The Republican-controlled FCC, by a 3-2 party-line vote, acted to lift a 32-year-old ban on media companies owning both a daily newspaper and a broadcast station in any one of the nation's 20 largest media markets. The only caveat is that a television station in such dual ownership not be among the top four in the market.
In the country's 190 other media markets, including Honolulu, a company could be granted an exemption from the cross-ownership ban if it passes waiver standards that Democratic Commissioner Jonathan S. Adelstein told Inouye's committee "are as stiff as a wet noodle."
Loopholes in the waiver standards would "undercut the assertion that the proposal would prevent a newspaper from buying one of the top-four rated stations in the same market," Adelstein testified. "That alleged protection would disappear with the wave of a hand in the market below the top 20 if these waiver standards were invoked, so that a newspaper could buy any TV station in any city, no matter how large."
Gannett Co. Inc., owner of the Honolulu Advertiser, USA Today, 83 other local dailies and 23 television network affiliates, has demonstrated a desire to buy more TV stations but has been hampered by the 1975 rule. Gannett expressed opposition to the new rule, contending it "is far too limited."
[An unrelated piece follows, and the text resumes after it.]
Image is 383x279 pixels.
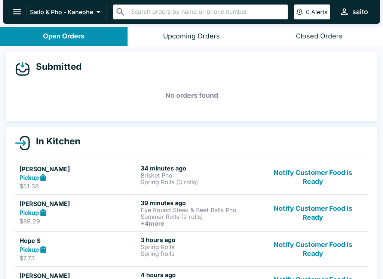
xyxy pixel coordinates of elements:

The ban itself has been too lax. Even with it in place, the FCC granted the Tribune Co. a temporary exemption last month, removing an obstacle to a leveraged buyout by Chicago real estate magnate Sam Zell. Tribune owns a daily newspaper in four top-20 markets -- New York, Los Angeles, Chicago and Miami/Fort Lauderdale -- and in Hartford, Conn.
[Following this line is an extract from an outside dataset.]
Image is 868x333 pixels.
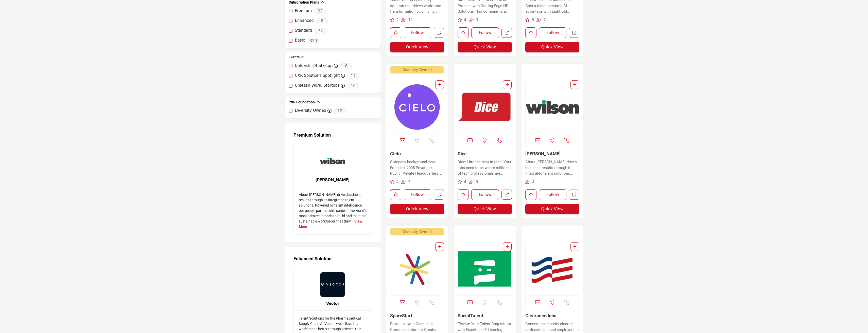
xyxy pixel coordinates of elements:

The FCC granted a waiver for Gannett to continue ownership of the NBC affiliate in Phoenix after it purchased the Arizona Republic seven years ago. The Phoenix newspaper and TV station share a Web site, hardly an indication of media diversity.
In New York, Rupert Murdoch's News Corp. owns two TV stations, the New York Post and the recently acquired Wall Street Journal. Like Gannett, Tribune and News Corp. said the lifting of the ban does not go far enough.
This week's vote to lift the ban came after 25 senators, including Inouye and Sen. Ted Stevens, ranking Republican on the Commerce Committee, sent FCC Chairman Kevin Martin a letter threatening to nullify such a rule. Congress should follow through on the threat and override President Bush's promised veto of any such nullification.